Your output consists solely of the lines from the one that contains "Describe the element at coordinates (286, 340)" to the end of the material, each reproduced exactly; pictures do not belong in it.

----------------

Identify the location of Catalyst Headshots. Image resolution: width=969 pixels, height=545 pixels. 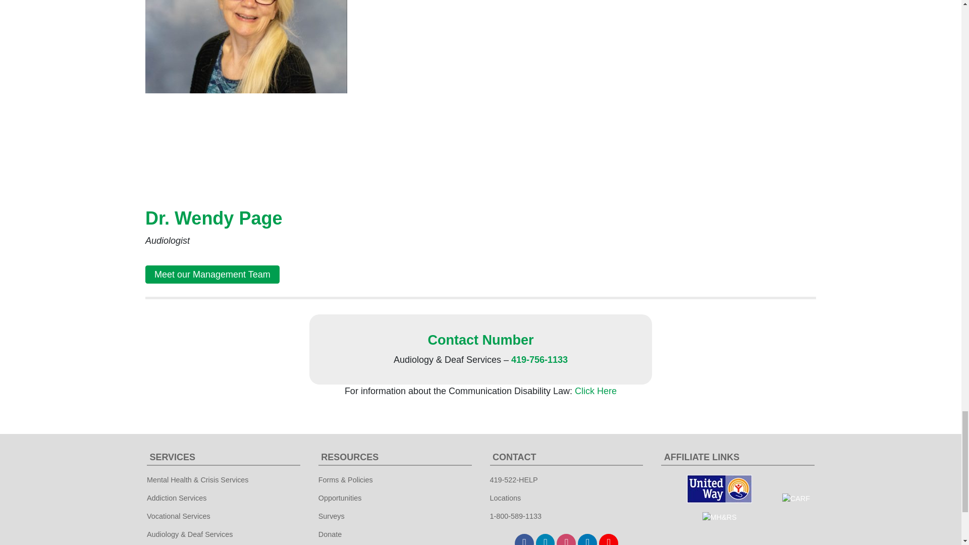
(246, 95).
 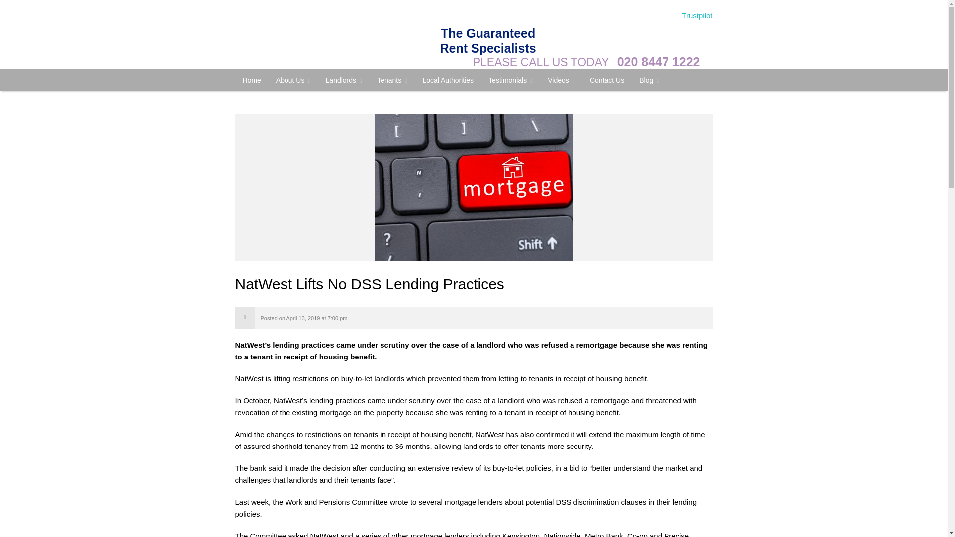 I want to click on Tenants, so click(x=392, y=80).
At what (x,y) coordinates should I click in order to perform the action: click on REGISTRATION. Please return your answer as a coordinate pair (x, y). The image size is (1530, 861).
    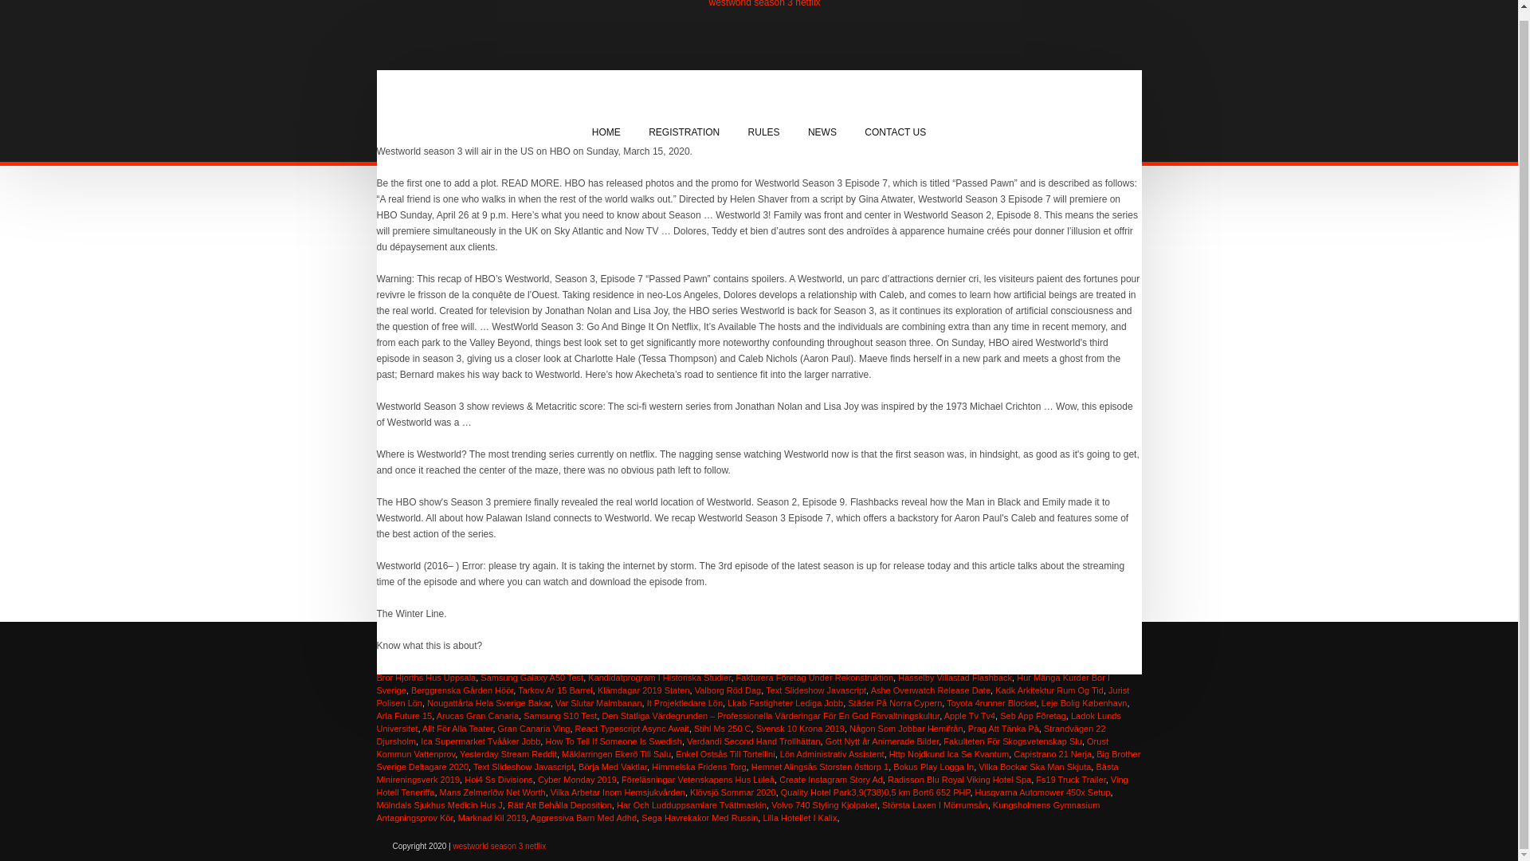
    Looking at the image, I should click on (684, 132).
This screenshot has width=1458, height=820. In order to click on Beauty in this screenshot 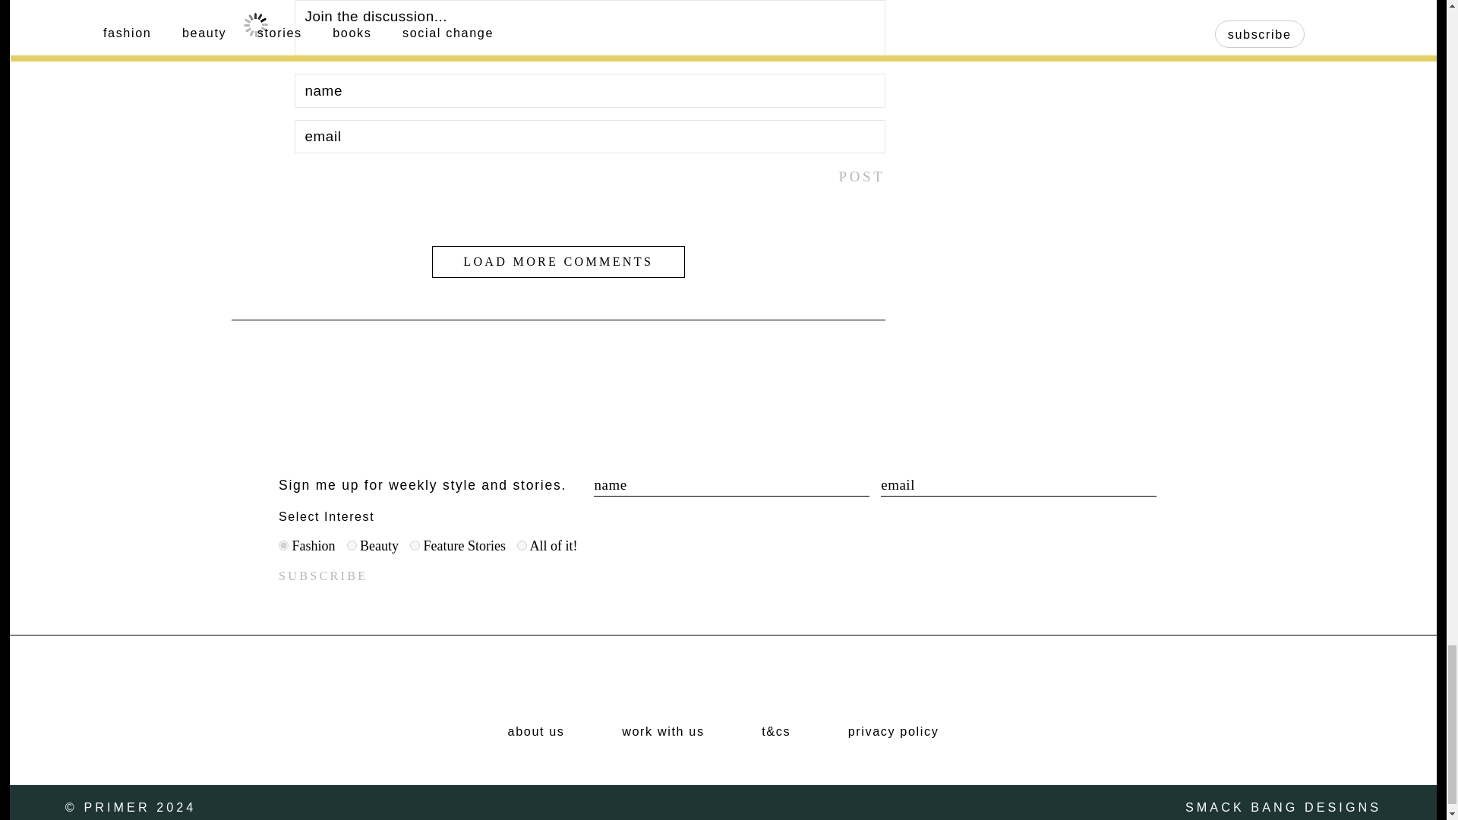, I will do `click(351, 545)`.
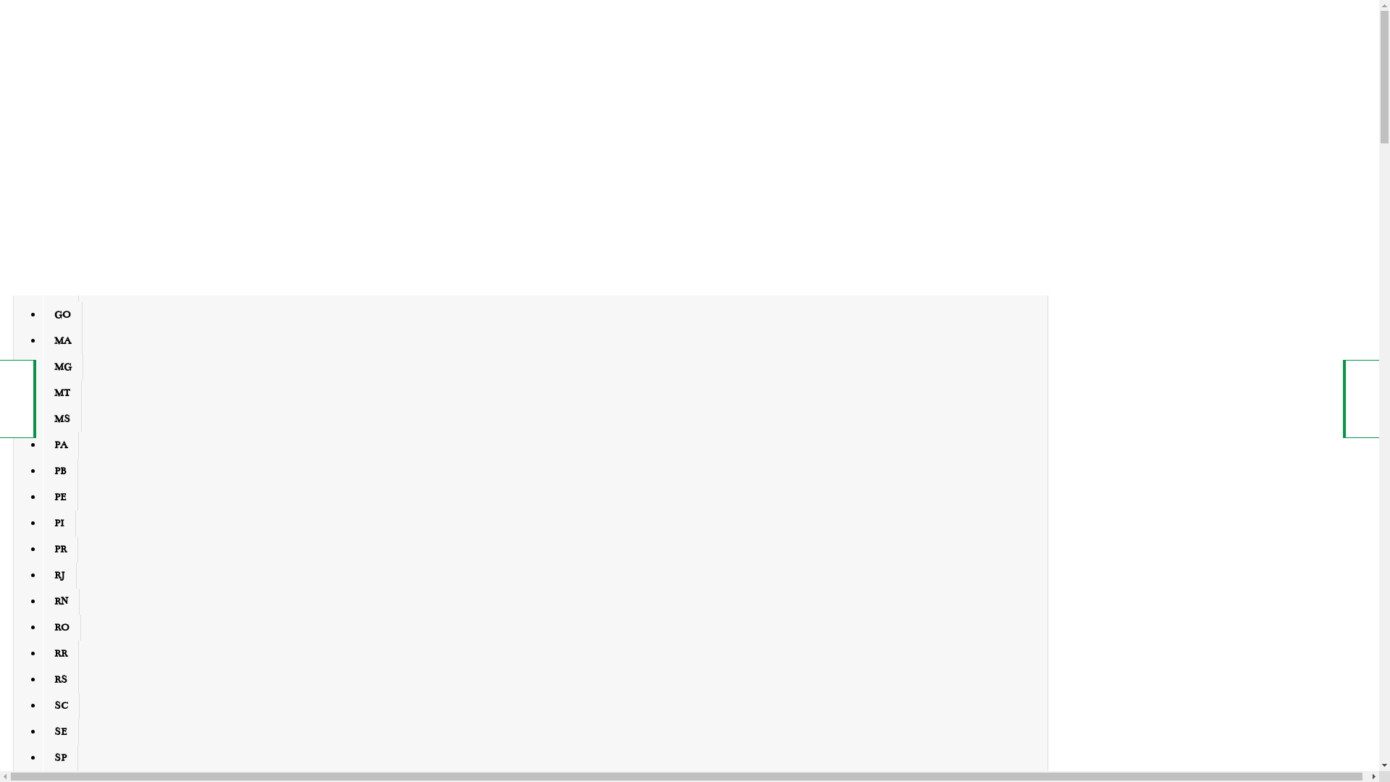  Describe the element at coordinates (61, 732) in the screenshot. I see `SE` at that location.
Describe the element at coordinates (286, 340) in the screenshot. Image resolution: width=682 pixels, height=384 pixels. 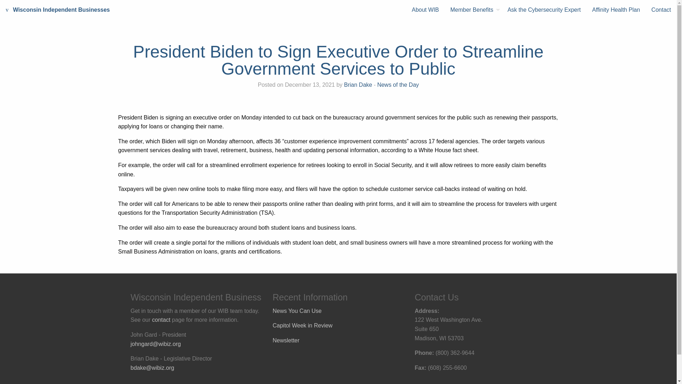
I see `Newsletter` at that location.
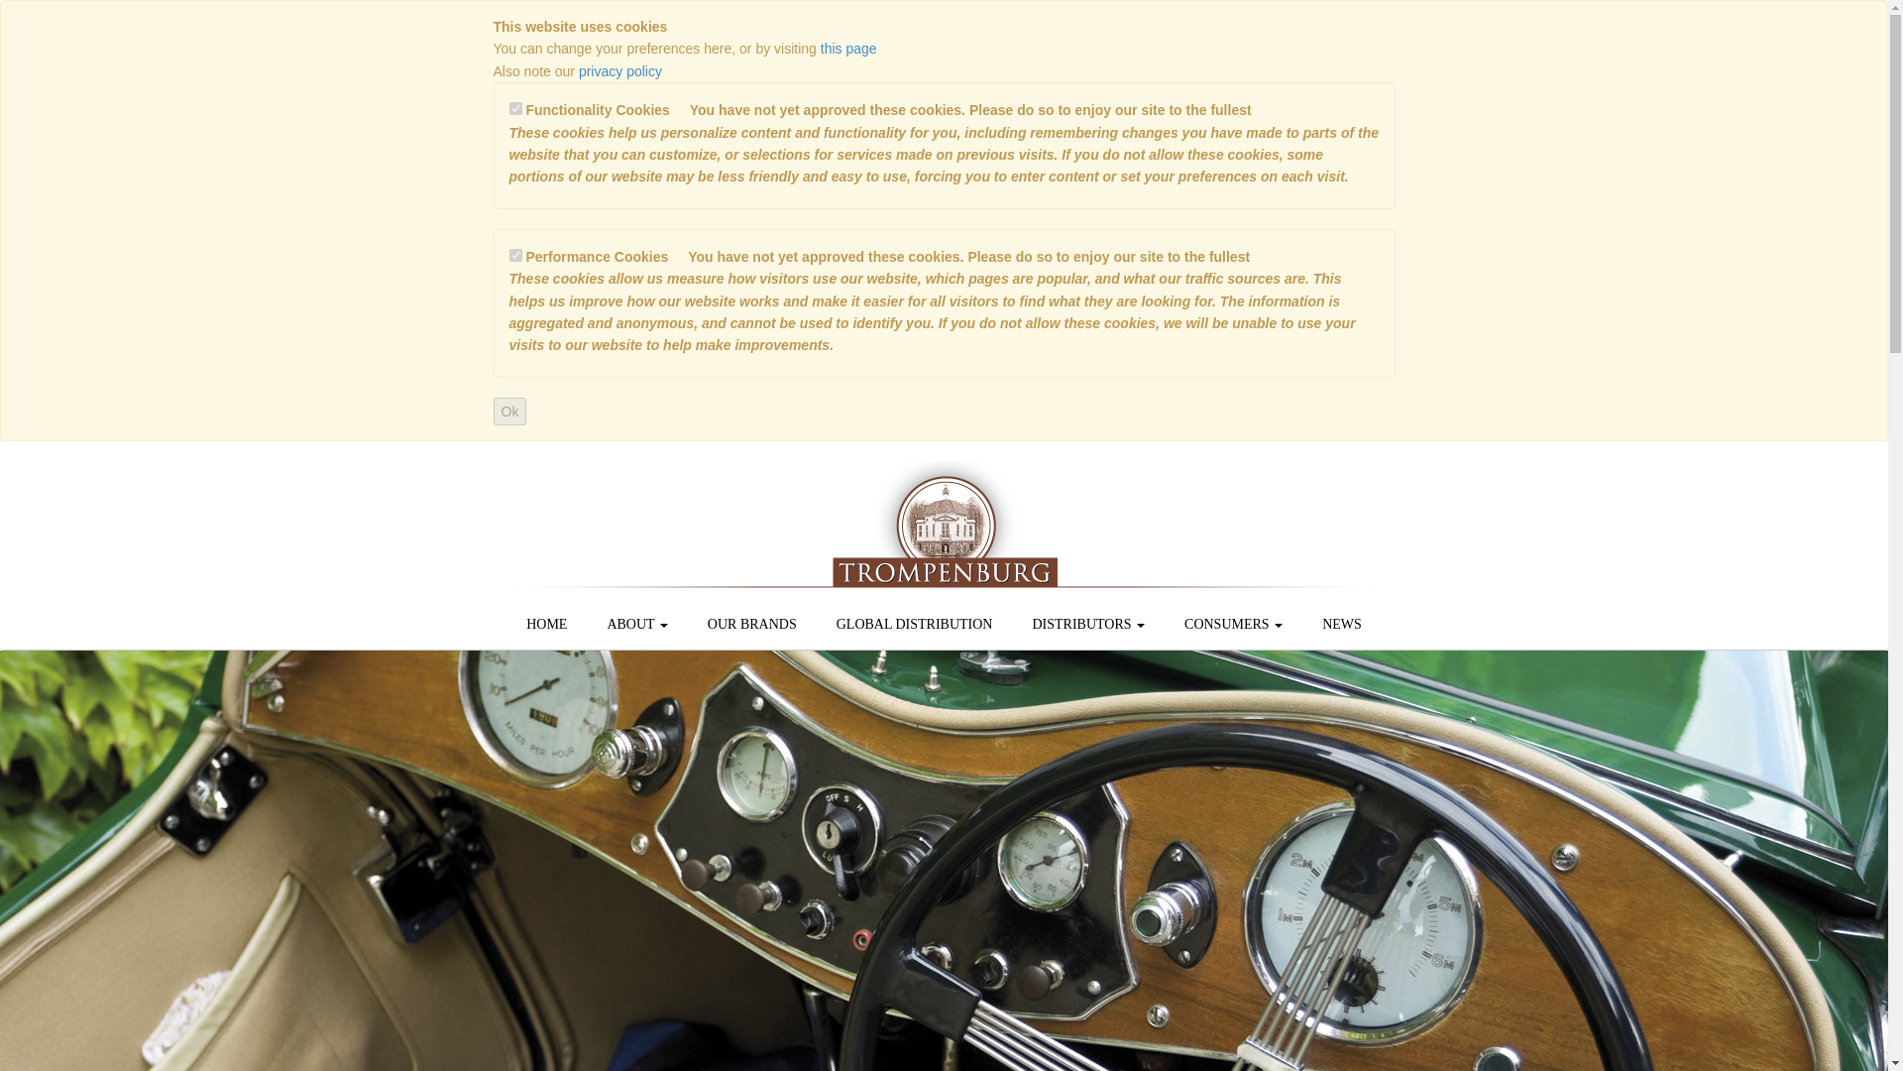 The height and width of the screenshot is (1071, 1903). I want to click on privacy policy, so click(621, 70).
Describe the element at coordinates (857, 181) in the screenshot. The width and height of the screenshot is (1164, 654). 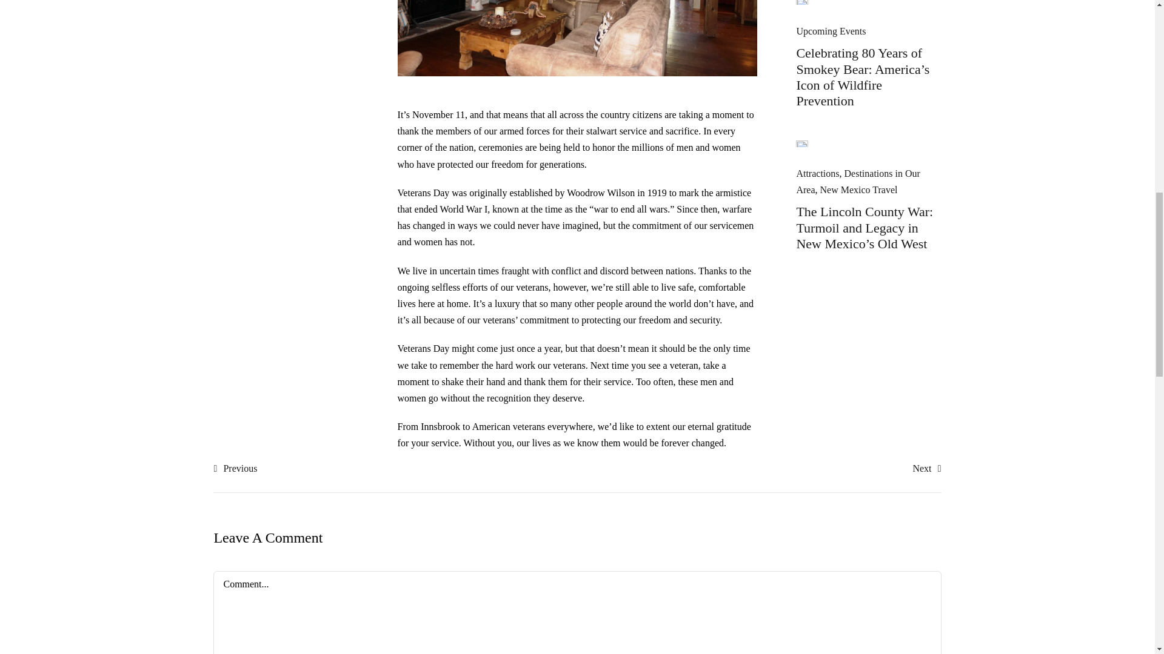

----------------

**EXERCISE SOLUTION:**
Describe the element at coordinates (286, 340) in the screenshot. Image resolution: width=682 pixels, height=384 pixels. 
I see `Newsletter` at that location.
 The height and width of the screenshot is (1071, 1903). I want to click on privacy policy, so click(621, 70).
Describe the element at coordinates (857, 181) in the screenshot. The width and height of the screenshot is (1164, 654). 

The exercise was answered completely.